Boston Marathon bomb response exposed ‘fault lines’ in policing: Study

Friday, 4 April 2014 00:00 -     - {{hitsCtrl.values.hits}}

BOSTON (Reuters): The massive manhunt for the perpetrators of last year’s Boston Marathon bomb attack exposed some “fault lines” in coordinating law enforcement at the federal, state and local levels, according to a study released on Thursday. Emergency responders racing to a crime scene without waiting for orders might save lives by tending to the wounded, but during the chaotic chase to catch the suspects a few days later, they also risked being shot by police, the Harvard University report found. The hairiest events after the bombing, which killed three people and injured 264, began three days later when the two ethnic Chechen brothers accused of planting the pressure-cooker bombs at the finish line, shot and killed a university police officer in a failed attempt to steal his gun and flee the city. The shooting prompted hundreds of local police, as well as law enforcement officials who had traveled from other towns to help with the investigation, to race to Watertown, Massachusetts, where the suspects traded shots with police.
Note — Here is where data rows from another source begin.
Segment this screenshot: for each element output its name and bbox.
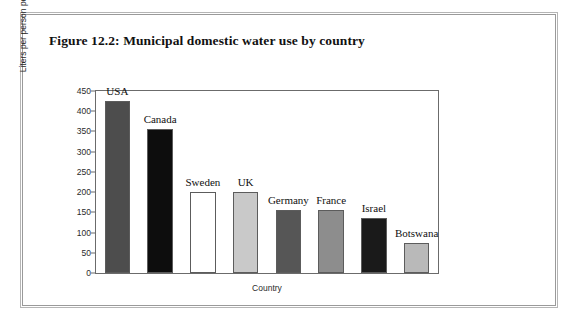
y-axis-tick-mark — [91, 273, 95, 274]
y-axis-tick-mark — [91, 111, 95, 112]
y-axis-tick-mark — [91, 192, 95, 193]
bar-label-canada: Canada — [144, 113, 177, 125]
y-axis-tick-label: 300 — [51, 147, 91, 157]
y-axis-tick-mark — [91, 171, 95, 172]
bar-label-botswana: Botswana — [395, 227, 438, 239]
bar-label-germany: Germany — [268, 194, 309, 206]
bar-label-usa: USA — [106, 85, 128, 97]
y-axis-tick-mark — [91, 91, 95, 92]
bar-label-israel: Israel — [362, 202, 386, 214]
y-axis-tick-mark — [91, 252, 95, 253]
y-axis-tick-mark — [91, 151, 95, 152]
y-axis-tick-label: 150 — [51, 207, 91, 217]
bar-label-sweden: Sweden — [185, 176, 220, 188]
y-axis-tick-label: 100 — [51, 228, 91, 238]
y-axis-tick-mark — [91, 232, 95, 233]
x-axis-title: Country — [95, 283, 439, 293]
y-axis-tick-label: 0 — [51, 268, 91, 278]
y-axis-tick-mark — [91, 212, 95, 213]
y-axis-tick-label: 400 — [51, 106, 91, 116]
bar-labels-layer: USACanadaSwedenUKGermanyFranceIsraelBots… — [96, 15, 438, 307]
y-axis-tick-label: 250 — [51, 167, 91, 177]
y-axis-tick-label: 350 — [51, 126, 91, 136]
y-axis-tick-label: 450 — [51, 86, 91, 96]
y-axis-tick-mark — [91, 131, 95, 132]
figure-border: Figure 12.2: Municipal domestic water us… — [22, 14, 556, 306]
y-axis-tick-label: 200 — [51, 187, 91, 197]
bar-chart: Liters per person per day 05010015020025… — [23, 15, 557, 307]
bar-label-france: France — [316, 194, 346, 206]
y-axis-tick-label: 50 — [51, 248, 91, 258]
bar-label-uk: UK — [238, 176, 254, 188]
y-axis-tick-labels: 050100150200250300350400450 — [47, 90, 91, 274]
y-axis-title: Liters per person per day — [18, 0, 28, 115]
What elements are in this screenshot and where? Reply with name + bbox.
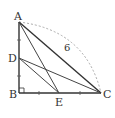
label-b: B [9,88,17,101]
label-a: A [13,10,23,23]
segment-ae [19,22,59,93]
right-angle-marker [19,88,24,93]
label-arc-length: 6 [64,42,70,53]
label-e: E [55,96,63,109]
label-d: D [8,52,17,65]
label-c: C [103,88,111,101]
segment-ac [19,22,101,93]
segment-de [19,58,59,93]
geometry-diagram: A B C D E 6 [0,0,115,118]
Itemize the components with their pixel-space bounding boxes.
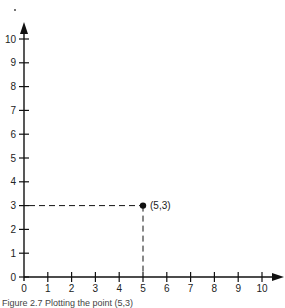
y-tick-label: 5: [10, 153, 16, 164]
y-tick-label: 1: [10, 248, 16, 259]
data-point: [140, 202, 146, 208]
y-tick-label: 7: [10, 105, 16, 116]
y-tick-label: 6: [10, 129, 16, 140]
figure-caption: Figure 2.7 Plotting the point (5,3): [2, 298, 133, 308]
x-tick-label: 7: [188, 283, 194, 294]
stray-mark: [14, 9, 16, 11]
data-points: (5,3): [29, 200, 171, 272]
x-tick-label: 2: [69, 283, 75, 294]
x-tick-label: 9: [235, 283, 241, 294]
y-tick-label: 4: [10, 176, 16, 187]
y-tick-label: 3: [10, 200, 16, 211]
x-tick-label: 6: [164, 283, 170, 294]
y-tick-label: 10: [5, 34, 17, 45]
x-tick-label: 5: [140, 283, 146, 294]
x-tick-label: 1: [45, 283, 51, 294]
axes: [14, 9, 284, 281]
ticks: 012345678910012345678910: [5, 34, 268, 295]
x-tick-label: 10: [256, 283, 268, 294]
y-axis-arrow-icon: [20, 22, 28, 34]
x-axis-arrow-icon: [272, 273, 284, 281]
y-tick-label: 0: [10, 272, 16, 283]
x-tick-label: 4: [116, 283, 122, 294]
y-tick-label: 9: [10, 57, 16, 68]
y-tick-label: 2: [10, 224, 16, 235]
x-tick-label: 3: [93, 283, 99, 294]
x-tick-label: 0: [21, 283, 27, 294]
x-tick-label: 8: [212, 283, 218, 294]
point-label: (5,3): [150, 200, 171, 211]
y-tick-label: 8: [10, 81, 16, 92]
Officers surrounded the suspects, placing police at a high risk of shooting one another, the report found. “They were incredibly lucky that there weren’t a lot of friendly fire casualties,” said lead author Herman “Dutch” Leonard, a professor of public management at Harvard’s John F. Kennedy School of Government. The study was based on interviews with some 100 law enforcement and other public officials who took part in the response. One officer, Richard Donohue of the transit police, was badly wounded in that gun battle and witnesses told local media that he may have been accidentally shot by a fellow officer. No official report on the shooting has been released. That incident was not the only case in which possibly overtired officers ran the risk of shooting one another, the report said. The gunbattle ended in the death of one suspect, 26-year-old Tamerlan Tsarnaev, while his younger brother Dzhokhar, now 20, managed to elude police. When the younger brother was found hiding in a drydocked boat the next evening, dozens of police raced to the scene. One officer on a rooftop fired at Tsarnaev, prompting “a substantial volume of contagious fire” by other police at the scene, the report found.